Copy the entries exactly. Their pictures do not belong in the copy.
= = = = = = =
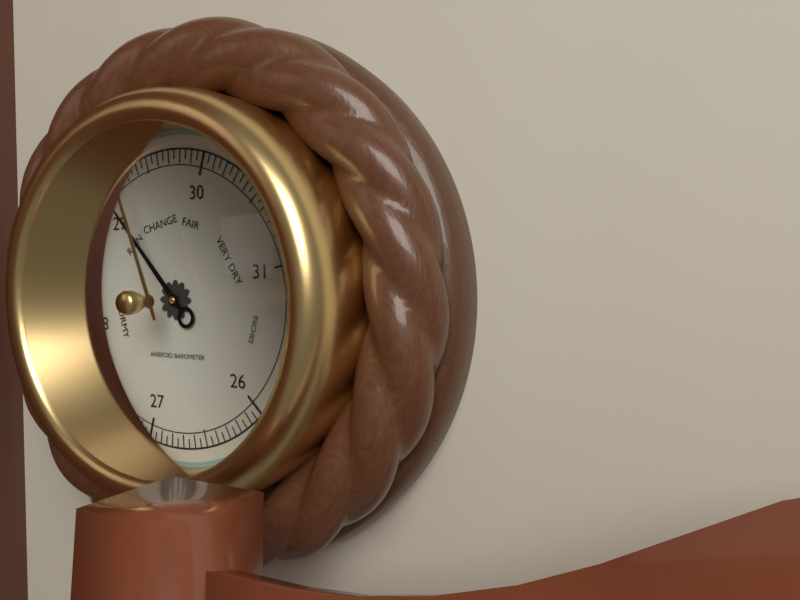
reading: 29.05 inHg
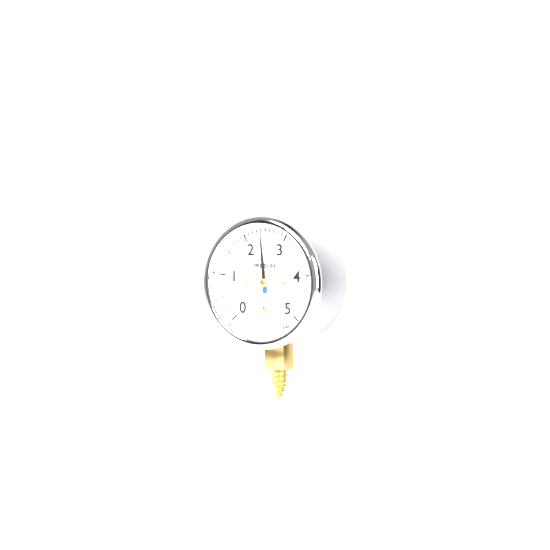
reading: 2.4 psi
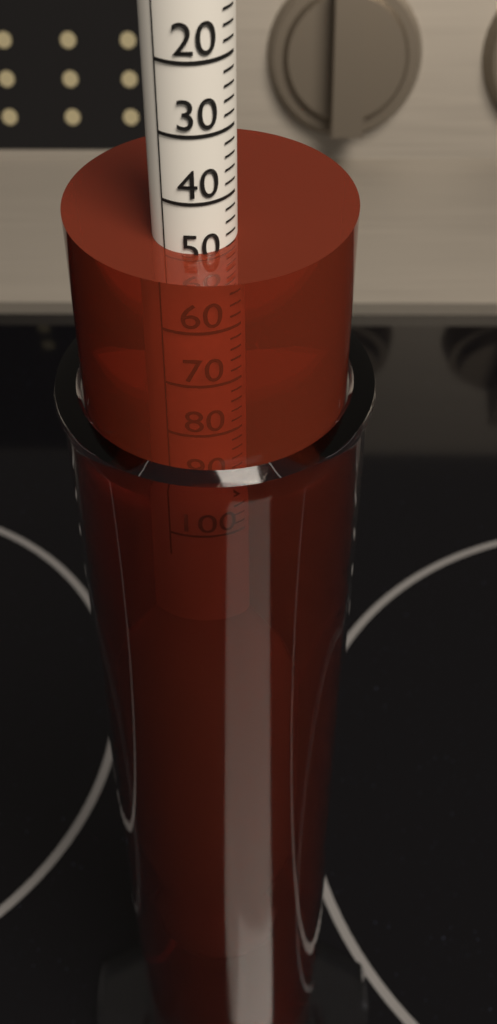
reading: 48 (no unit)
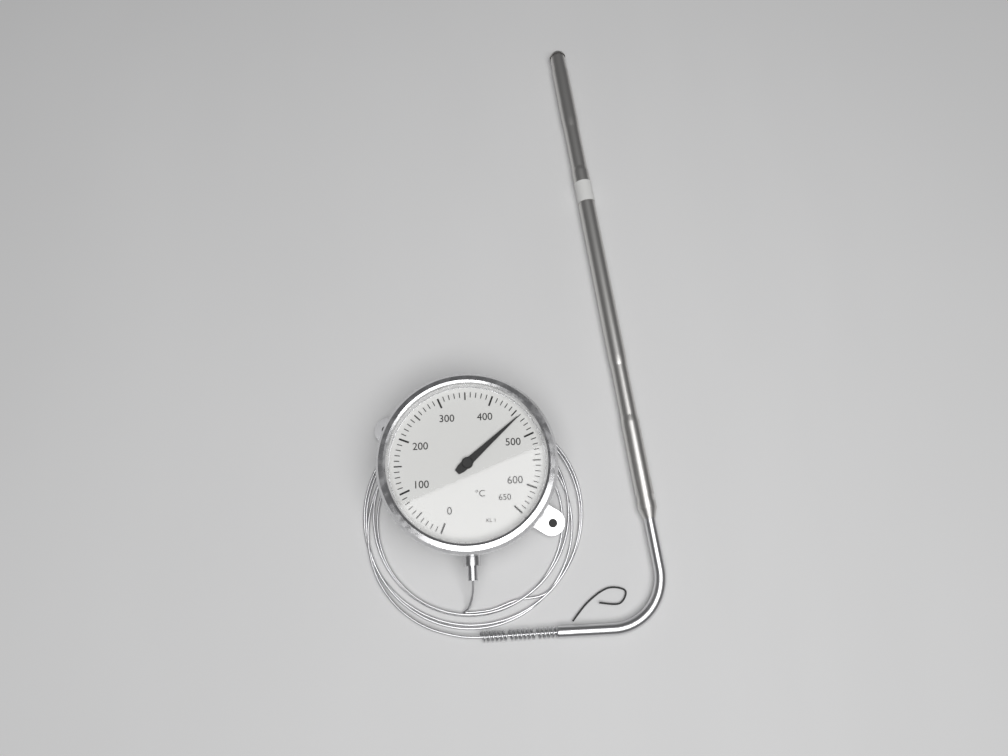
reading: 460 °C
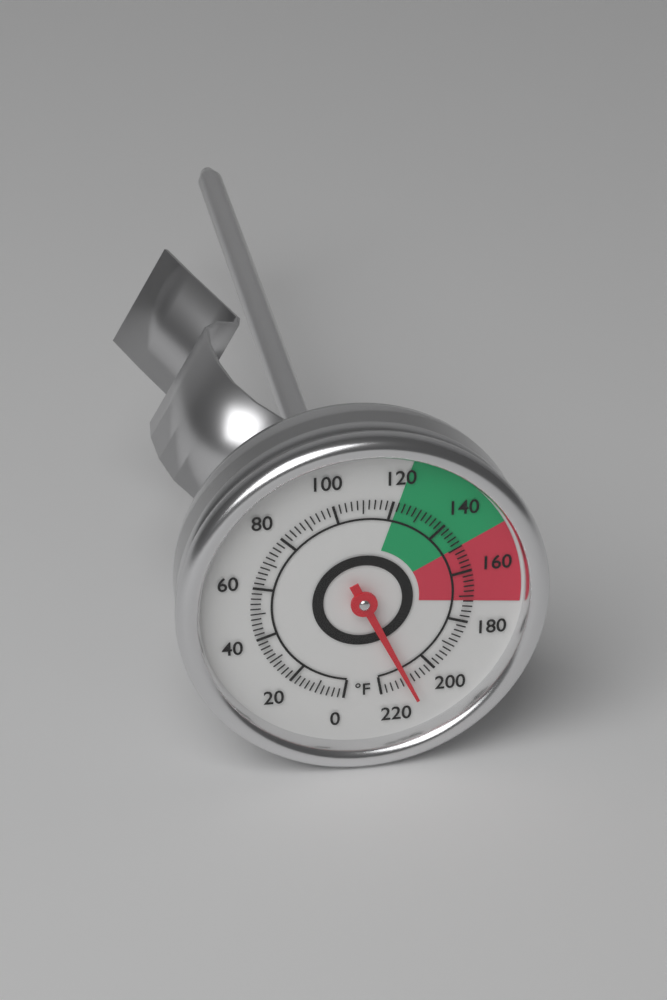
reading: 210 °F
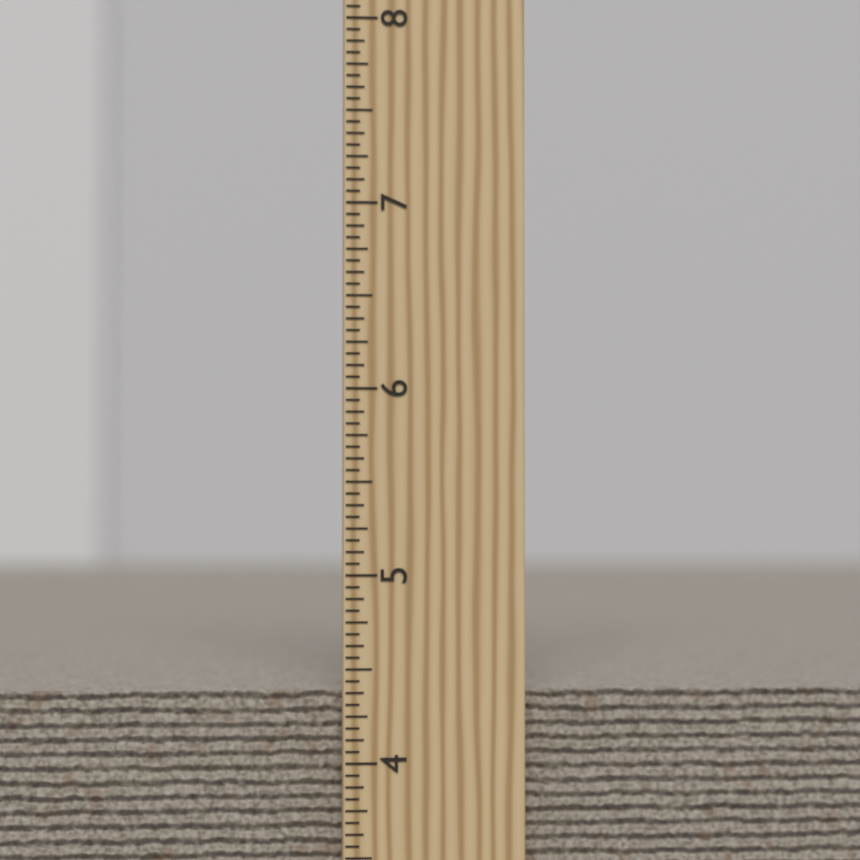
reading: 4.3750 inch
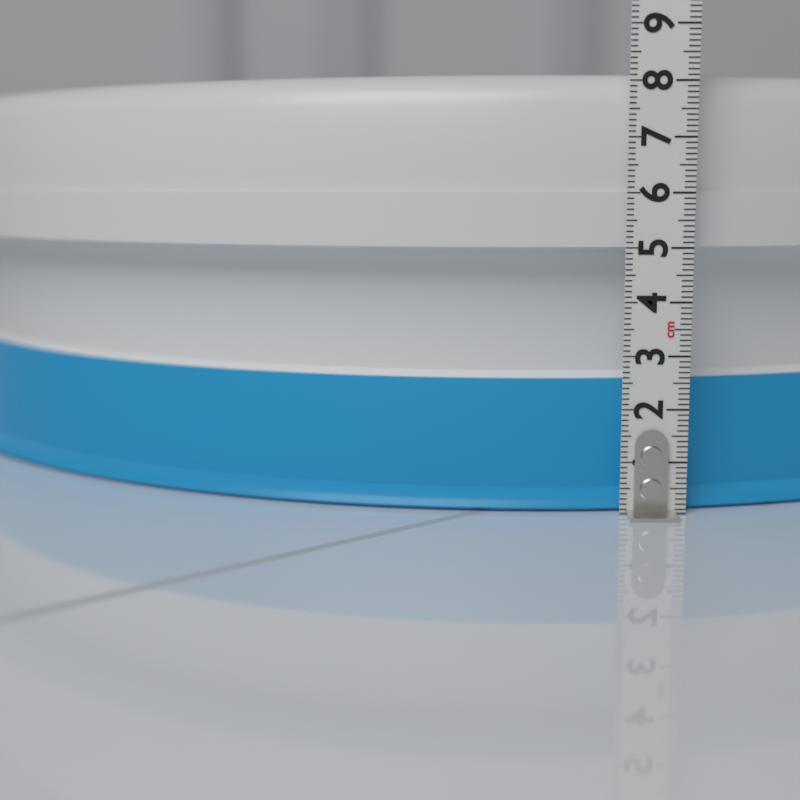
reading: 8.2 cm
= = = = = = =
■ SOLUTION TO THIS PROBLEM:
reading: 29.05 inHg
reading: 2.4 psi
reading: 48 (no unit)
reading: 460 °C
reading: 210 °F
reading: 4.3750 inch
reading: 8.2 cm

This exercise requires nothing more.